Once upon a time, the ideal CEO of a restaurant chain was someone sporting enough scars from burns, knife cuts and scrubbing stains off carpets to prove they’d risen to the top from the lowliest of unit-level jobs. They knew the organization because they’d worked in it from the lowest rung, re-proving themselves at every step upward.
There are still some chain leaders like that. Rick Cardenas, the CEO of casual-dining behemoth Darden Restaurants, started as a busser at a Red Lobster. He succeeded Gene Lee, who’d begun his career as a dishwasher in a York Steak House, which an earlier iteration of Darden once owned.
Yet, as Cardenas’ resume suggests, another sort of work experience is emerging as the ideal training for today’s restaurant CEO, a position of seemingly ever-expanding duties. Today’s chain chief has to understand everything from employees’ difficulties finding affordable housing to supply-chain issues, shifting government requirements, the latest in technology and what the hell an influencer is.
Customers are only one of their key constituents. Neglecting employees’ changing sensitivities can bring a union to the door. Some investors not only want a jaw-dropping return but also a hand on the steering wheel. And ink-stained wretches like me are ready to trumpet their misfires, sometimes overlooking how much they learned in setting things right again.
Perhaps that’s why many leaders of today’s mega-operations, from McDonald’s to Starbucks to six-brand owner Inspire Brands, logged time on their rise to the chief’s job at one of the business world’s consulting giants.
McDonald’s CEO Chris Kempczinski worked for Boston Consulting Group, with a focus on consumer products and pharmaceuticals, after attending Harvard Business School.
Starbucks new CEO, Laxman Narasimhan, was a senior partner at McKinsey & Co., the McDonald’s of corporate consulting, where he, too, focused on consumer clients, along with technology and retailing companies.
At McKinsey alumni meetings, he might run into Paul Brown, the CEO of Inspire. Under his leadership, the company was formed through the combination of Arby’s and Buffalo Wild Wings, with Dunkin’, Sonic, Jimmy John’s and Baskin-Robbins added to the fold. It’s now one of the industry’s largest franchisors.
Brown could also share Boston Consulting’s secret handshake with Kempczinski, having worked at that advisory group as well.
Cardenas left the predecessor company of Darden to work at Bain & Co. for a while. The consulting firm is also the alma mater of Christine Barone, who left True Foods Kitchen to take the president’s post at Dutch Bros.
Eduardo Luz, the new CEO of P.F. Chang’s, spent a portion of his career at Accenture.
John Peyton, CEO of Applebee’s and IHOP, lists a stint as management consultant for PricewaterhouseCoopers on his resume.
It’s a decidedly mixed group in terms of ages, overall work experiences and backgrounds.
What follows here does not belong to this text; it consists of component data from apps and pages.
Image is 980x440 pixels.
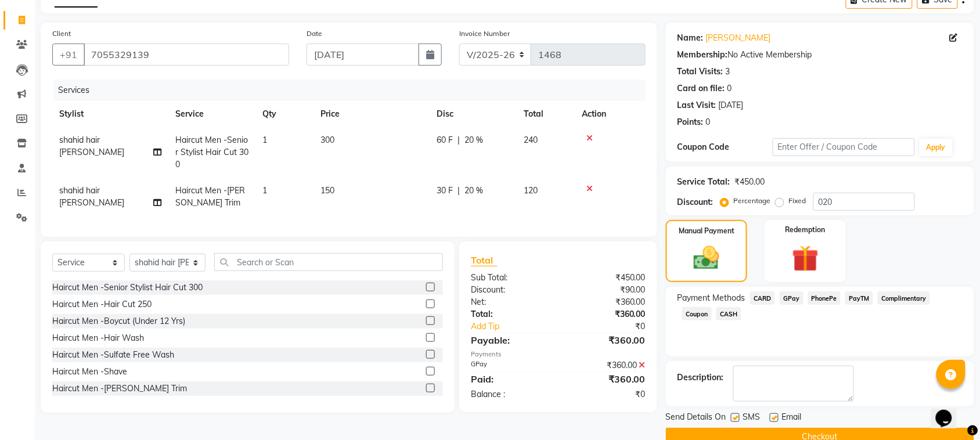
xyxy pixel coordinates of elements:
[789,195,806,206] label: Fixed
[678,372,724,384] div: Description:
[462,388,558,400] div: Balance :
[462,296,558,308] div: Net:
[462,321,574,333] a: Add Tip
[464,134,483,146] span: 20 %
[462,271,558,284] div: Sub Total:
[726,66,730,78] div: 3
[321,135,334,145] span: 300
[471,349,646,360] div: Payments
[743,411,760,425] span: SMS
[52,332,144,344] div: Haircut Men -Hair Wash
[558,308,654,321] div: ₹360.00
[462,333,558,347] div: Payable:
[59,185,124,208] span: shahid hair [PERSON_NAME]
[52,315,185,328] div: Haircut Men -Boycut (Under 12 Yrs)
[786,225,825,235] label: Redemption
[734,195,771,206] label: Percentage
[845,291,873,305] span: PayTM
[52,349,174,361] div: Haircut Men -Sulfate Free Wash
[678,49,963,61] div: No Active Membership
[706,116,710,128] div: 0
[471,254,498,266] span: Total
[175,185,245,208] span: Haircut Men -[PERSON_NAME] Trim
[436,185,453,197] span: 30 F
[457,134,460,146] span: |
[84,43,289,66] input: Search by Name/Mobile/Email/Code
[59,135,124,157] span: shahid hair [PERSON_NAME]
[462,284,558,296] div: Discount:
[678,99,716,111] div: Last Visit:
[524,185,538,195] span: 120
[321,185,334,195] span: 150
[878,291,930,305] span: Complimentary
[263,135,267,145] span: 1
[685,243,728,273] img: _cash.svg
[779,291,804,305] span: GPay
[429,101,517,127] th: Disc
[558,388,654,400] div: ₹0
[750,291,775,305] span: CARD
[558,271,654,284] div: ₹450.00
[678,66,723,78] div: Total Visits:
[719,99,744,111] div: [DATE]
[782,411,802,425] span: Email
[678,292,746,304] span: Payment Methods
[462,372,558,386] div: Paid:
[52,282,203,294] div: Haircut Men -Senior Stylist Hair Cut 300
[678,141,773,153] div: Coupon Code
[784,242,827,275] img: _gift.svg
[678,116,703,128] div: Points:
[735,176,765,188] div: ₹450.00
[678,226,735,236] label: Manual Payment
[808,291,841,305] span: PhonePe
[575,101,646,127] th: Action
[457,185,460,197] span: |
[558,372,654,386] div: ₹360.00
[52,101,169,127] th: Stylist
[54,79,654,101] div: Services
[169,101,256,127] th: Service
[52,43,85,66] button: +91
[307,29,322,39] label: Date
[462,360,558,372] div: GPay
[678,176,730,188] div: Service Total:
[716,307,741,321] span: CASH
[52,366,127,378] div: Haircut Men -Shave
[462,308,558,321] div: Total:
[574,321,654,333] div: ₹0
[666,411,726,425] span: Send Details On
[678,49,728,61] div: Membership:
[436,134,453,146] span: 60 F
[558,284,654,296] div: ₹90.00
[773,138,915,156] input: Enter Offer / Coupon Code
[517,101,575,127] th: Total
[52,298,151,310] div: Haircut Men -Hair Cut 250
[256,101,314,127] th: Qty
[728,82,732,95] div: 0
[52,383,187,395] div: Haircut Men -[PERSON_NAME] Trim
[919,139,953,156] button: Apply
[175,135,249,169] span: Haircut Men -Senior Stylist Hair Cut 300
[678,82,725,95] div: Card on file:
[678,196,714,208] div: Discount:
[214,253,443,271] input: Search or Scan
[558,360,654,372] div: ₹360.00
[314,101,429,127] th: Price
[682,307,712,321] span: Coupon
[52,29,71,39] label: Client
[706,32,771,44] a: [PERSON_NAME]
[524,135,538,145] span: 240
[558,333,654,347] div: ₹360.00
[678,32,703,44] div: Name:
[459,29,510,39] label: Invoice Number
[464,185,483,197] span: 20 %
[931,393,969,429] iframe: chat widget
[558,296,654,308] div: ₹360.00
[263,185,267,195] span: 1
Yet a common trait is evident in talking to the consultancy alumni’s subordinates: As former hired guns brought in to solve clients’ problems, they honed their listening, analytical and problem-solving skills.
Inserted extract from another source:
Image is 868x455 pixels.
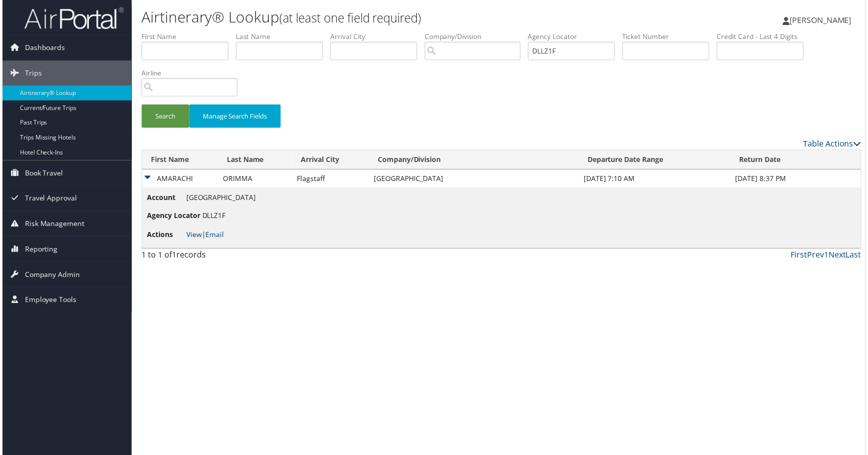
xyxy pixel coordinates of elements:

Team members also note an aversion by the one-time consultants to avoid being captured in a CEO bubble, isolated from rank-and-file customers and employees. Starbucks employees note that Narasimhan is often spotted in the background of Zoom calls originating from headquarters, going from desk to desk for a ground-level view of what’s happening.
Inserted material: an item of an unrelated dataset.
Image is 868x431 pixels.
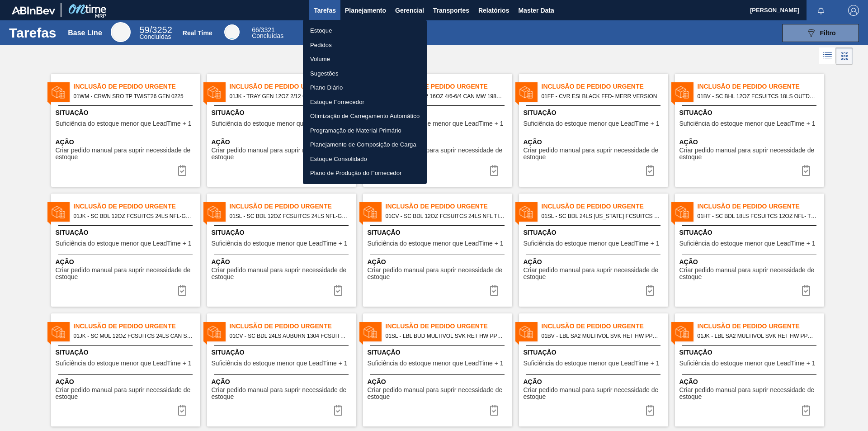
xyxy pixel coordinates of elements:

He requires that all C-level execs spend at least four hours per month working in a store.
For a profile of Inspire’s CEO, subordinates told us, “There’s listening, and then there’s paying attention a la [Paul] Brown.”
In short, they bring a different skill set to the job than predecessors might have wielded in the chain segment’s coming of age, when the brand founder was often in the corner office, surrounded by the buddies (and almost always men) who’d been with them from the operation’s earliest days. McDonald’s second chairman, after Ray Kroc, was Fred Turner, his one-time grillman.
Turner was succeeded as CEO by Michael Quinlan, who started in McDonald’s mail room.
The professionalization of chain CEOs might nibble at the industry’s reputation as a field of open opportunity. At one time, the chiefs of the three biggest chains didn’t even have a college degree.
But it speaks to how complicated the job of CEO has become. No wonder so many of today’s executives in that position have reached out for help from big consulting and research concerns.
Maybe they should slip their contacts a job application while they’re at it.